The new Pentagon guidelines would assign a United States military official to each of the roughly 600 detainees at the American-run prison at the Bagram Air Base north of Kabul. These officials would not be lawyers but could for the first time gather witnesses and evidence, including classified material, on behalf of the detainees to challenge their detention in proceedings before a military-appointed review board.

Some of the detainees have already been held at Bagram for as long as six years. And unlike the prisoners at the Guantánamo Bay naval base in Cuba, these detainees have had no access to lawyers, no right to hear the allegations against them and only rudimentary reviews of their status as “enemy combatants,” military officials said.

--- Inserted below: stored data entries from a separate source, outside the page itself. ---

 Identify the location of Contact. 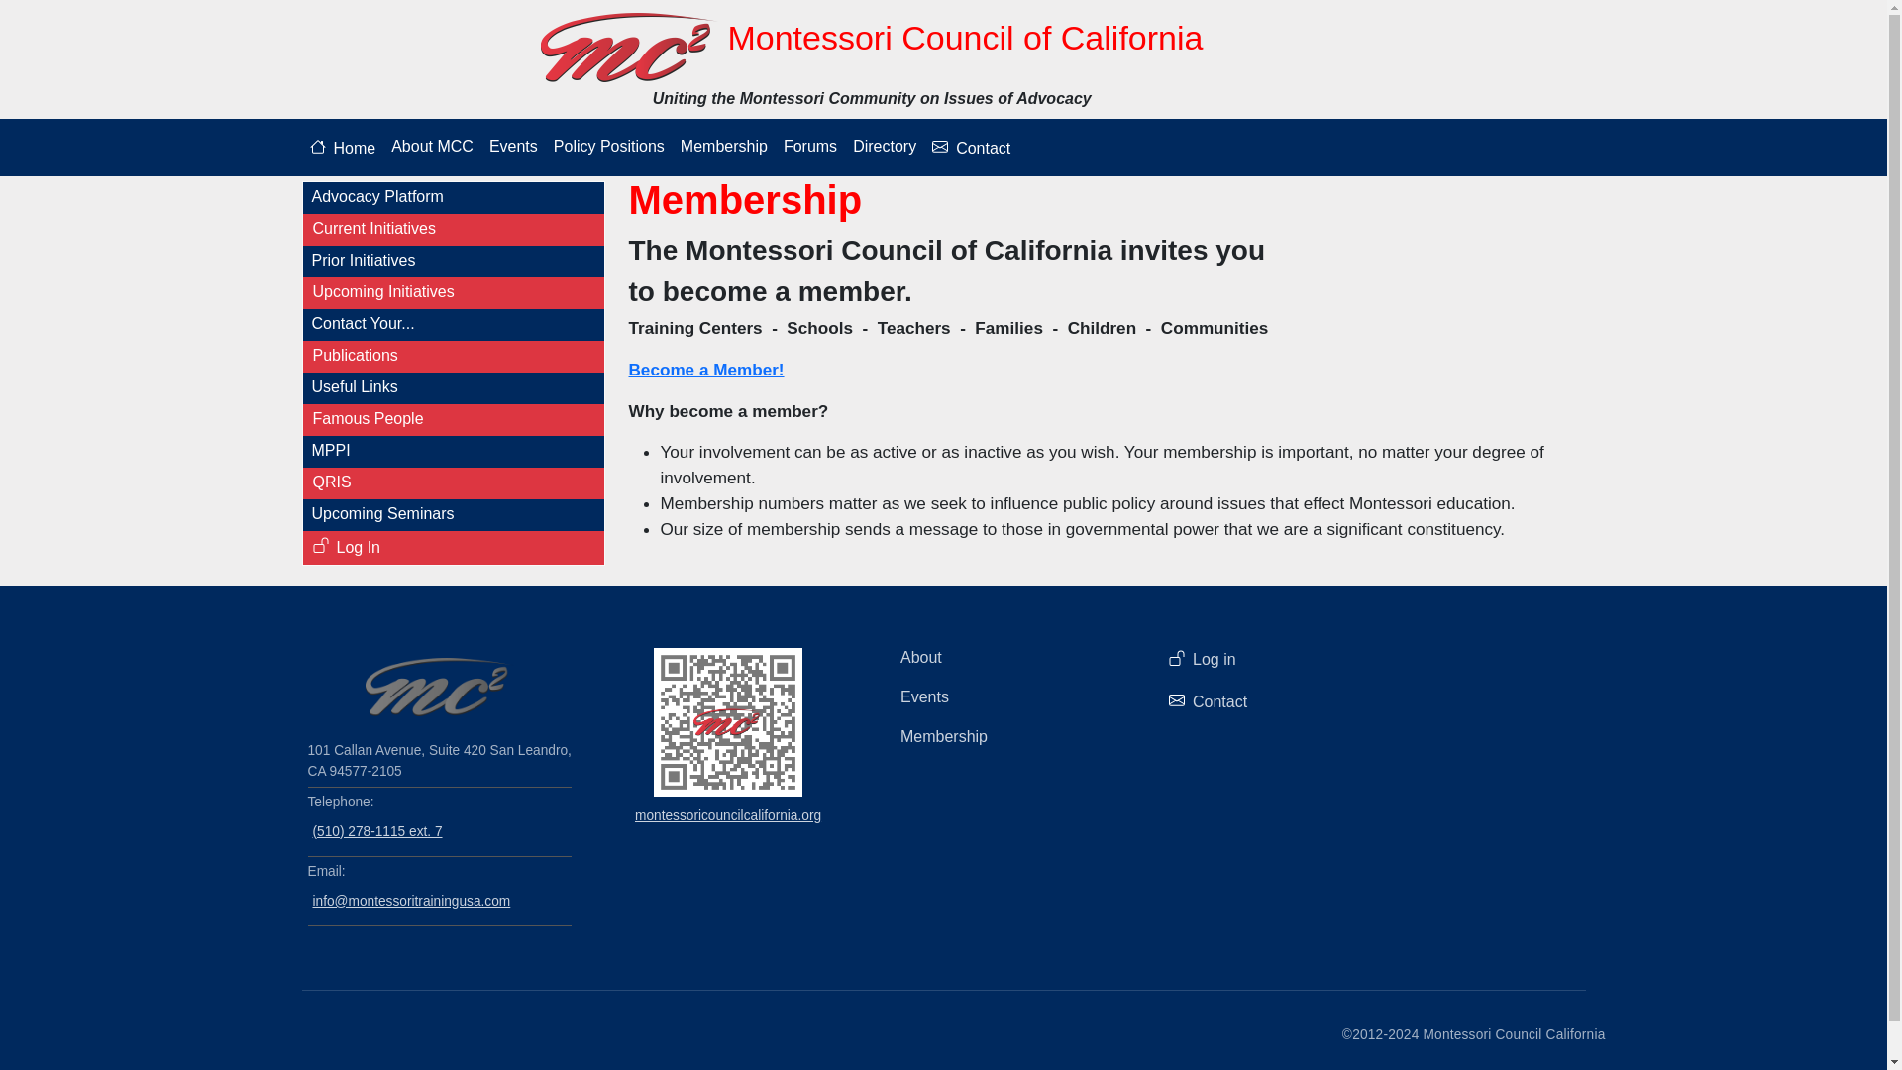
(971, 147).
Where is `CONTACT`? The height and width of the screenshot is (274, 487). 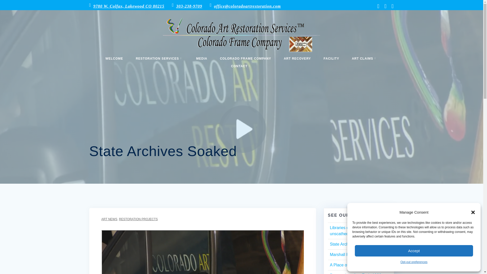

The changes, which are expected to be announced as early as this week after an obligatory Congressional review, come as the Obama administration is picking through the detention policies and practices of the Bush administration, to determine what it will keep and what it will abandon in an effort to distance itself from some of the harsher approaches used under President George W. Bush. Human rights groups and prisoner advocates cautiously hailed the policy changes but said the government’s track record in this area had been so poor that they wanted to see concrete results before making hard judgments.


These are not habeas trials under the American system of justice, which should follow for those detainees brought to Bagram from other countries and not as part of the Afghan war. But this is in response to a federal judge's ruling that would have allowed those very prisoners to challenge their confinement, so hopefully it can be put together in such a way that satisfies the principle. And this Defense Department official's quote is encouraging:

“We don’t want to hold anyone we don’t have to hold,” said one Defense Department official, who spoke on the condition of anonymity because the guidelines have not been formally announced. “It’s just about doing the right thing."


Karen DeYoung and Peter Finn have more.